• Journal of neurosurgery · Nov 1983

    Outcome from severe head injury related to the type of intracranial lesion. A computerized tomography study.

    • R D Lobato, F Cordobes, J J Rivas, M de la Fuente, A Montero, A Barcena, C Perez, A Cabrera, and E Lamas.
    • J. Neurosurg. 1983 Nov 1; 59 (5): 762-74.

    AbstractThe influence of the type of intracranial lesion on the final outcome in a consecutive series of 277 severely head-injured patients was analyzed. Patients were studied with computerized tomography (CT) and underwent continuous measurement of intracranial pressure. They received identical treatment according to a standardized protocol. Outcome of patients with either epidural hematoma (38 cases), subdural hematoma (56 cases), brain contusion (87 cases), or diffuse brain damage (96 cases) was rather heterogeneous, and serial CT scanning allowed the authors to outline eight consistent anatomical patterns in the whole series which have stronger prognostic significance than the four major lesion categories mentioned above. Patients with pure extracerebral hematoma (19 cases), single brain contusion (45 cases), general brain swelling (41 cases), and normal CT scans (28 cases) had a significantly better outcome than patients developing acute hemispheric swelling after operation for a large extracerebral hematoma (27 cases), patients with multiple brain contusion, either unilateral or bilateral (74 cases), and patients with diffuse axonal injury (43 cases). These anatomical patterns are interesting because, in addition to having clinical and physiopathological significance, they provide useful prognostic information and facilitate improved therapeutic decision-making in severely head-injured patients.

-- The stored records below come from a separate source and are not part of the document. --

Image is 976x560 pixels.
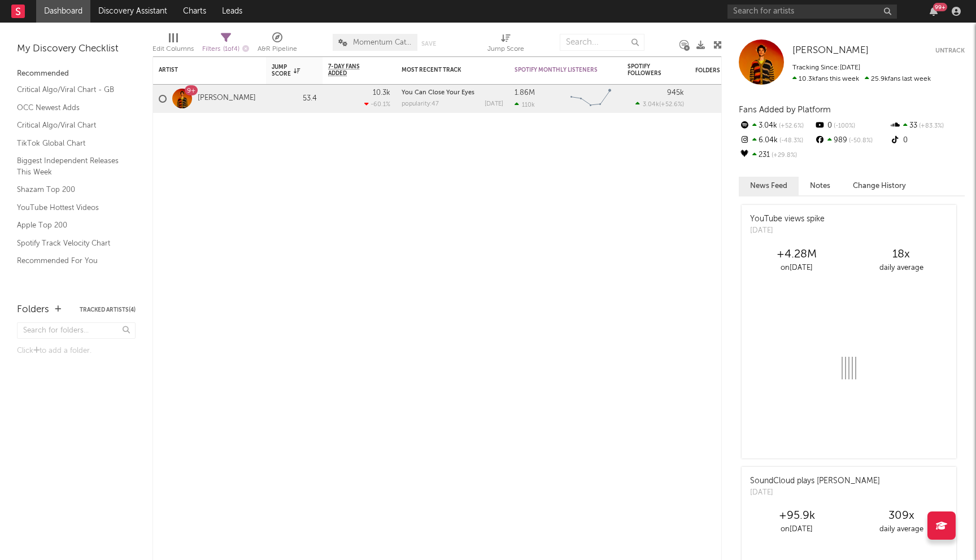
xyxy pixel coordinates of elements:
div: 0 [814,118,890,133]
div: Most Recent Track [402,66,486,73]
span: +52.6 % [661,102,683,108]
a: You Can Close Your Eyes [402,90,475,96]
a: Shazam Top 200 [17,183,125,196]
div: YouTube views spike [751,213,825,225]
button: Tracked Artists(4) [79,307,135,313]
a: Apple Top 200 [17,219,125,231]
span: +83.3 % [918,123,944,129]
div: 1.86M [514,89,535,96]
div: 53.4 [272,92,317,105]
span: -50.8 % [848,138,873,144]
a: [PERSON_NAME] [793,45,869,57]
div: daily average [849,523,954,536]
div: 110k [514,101,535,108]
div: [DATE] [751,487,880,499]
div: A&R Pipeline [258,42,297,56]
div: 10.3k [373,89,391,96]
span: 10.3k fans this week [793,76,859,83]
a: YouTube Hottest Videos [17,202,125,214]
div: Folders [696,67,780,74]
div: A&R Pipeline [258,28,297,61]
a: Recommended For You [17,254,125,267]
div: on [DATE] [744,261,849,275]
div: Folders [17,303,49,317]
div: Jump Score [488,42,524,56]
div: You Can Close Your Eyes [402,90,504,96]
span: +52.6 % [777,123,804,129]
div: Filters(1 of 4) [203,28,249,61]
button: Save [421,40,436,47]
span: -100 % [832,123,855,129]
span: +29.8 % [770,153,797,159]
div: +95.9k [744,510,849,523]
div: Recommended [17,67,135,81]
div: 231 [739,148,814,163]
span: Momentum Catch-All [353,39,412,47]
div: -60.1 % [365,101,391,108]
div: Click to add a folder. [17,345,135,358]
div: 0 [890,133,965,148]
div: 99 + [933,3,948,11]
a: OCC Newest Adds [17,102,125,114]
button: Change History [841,176,918,196]
div: Edit Columns [153,42,194,56]
div: Spotify Monthly Listeners [514,66,599,73]
input: Search for folders... [17,322,135,339]
div: Spotify Followers [627,63,667,77]
a: Critical Algo/Viral Chart [17,119,125,131]
div: 3.04k [739,118,814,133]
div: Jump Score [488,28,524,61]
div: +4.28M [744,248,849,261]
a: Critical Algo/Viral Chart - GB [17,83,125,96]
span: 3.04k [643,102,660,108]
a: [PERSON_NAME] [198,94,256,103]
div: 33 [890,118,965,133]
div: Jump Score [272,64,300,77]
span: [PERSON_NAME] [793,46,869,55]
span: ( 1 of 4 ) [223,47,239,53]
div: Filters [203,42,249,57]
div: Artist [159,66,244,73]
div: 945k [667,89,684,96]
a: Spotify Track Velocity Chart [17,237,125,250]
div: Edit Columns [153,28,194,61]
div: [DATE] [485,101,504,107]
div: popularity: 47 [402,101,439,107]
span: 25.9k fans last week [793,76,931,83]
button: News Feed [739,176,799,196]
span: 7-Day Fans Added [329,63,374,77]
button: 99+ [930,7,938,16]
span: -48.3 % [778,138,803,144]
input: Search for artists [728,5,897,18]
div: 989 [814,133,890,148]
div: [DATE] [751,225,825,237]
div: ( ) [636,101,684,108]
div: on [DATE] [744,523,849,536]
a: TikTok Global Chart [17,138,125,150]
span: Fans Added by Platform [739,105,831,114]
a: Biggest Independent Releases This Week [17,155,125,178]
div: 6.04k [739,133,814,148]
span: Tracking Since: [DATE] [793,64,861,71]
svg: Chart title [566,85,617,113]
div: SoundCloud plays [PERSON_NAME] [751,475,880,487]
div: 309 x [849,510,954,523]
div: My Discovery Checklist [17,42,135,56]
button: Untrack [935,45,965,57]
button: Notes [799,176,841,196]
div: 18 x [849,248,954,261]
input: Search... [560,34,644,51]
div: daily average [849,261,954,275]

      Pubmed     Full text   Copy Citation     Plaintext  

      Add institutional full text...

    Notes

     
    Knowledge, pearl, summary or comment to share?
    300 characters remaining
    help        
    You can also include formatting, links, images and footnotes in your notes
    • Simple formatting can be added to notes, such as *italics*, _underline_ or **bold**.
    • Superscript can be denoted by <sup>text</sup> and subscript <sub>text</sub>.
    • Numbered or bulleted lists can be created using either numbered lines 1. 2. 3., hyphens - or asterisks *.
    • Links can be included with: [my link to pubmed](http://pubmed.com)
    • Images can be included with: ![alt text](https://bestmedicaljournal.com/study_graph.jpg "Image Title Text")
    • For footnotes use [^1](This is a footnote.) inline.
    • Or use an inline reference [^1] to refer to a longer footnote elseweher in the document [^1]: This is a long footnote..

    hide…

What will the 'Medical Journal of You' look like?

Start your free 21 day trial now.

We guarantee your privacy. Your email address will not be shared.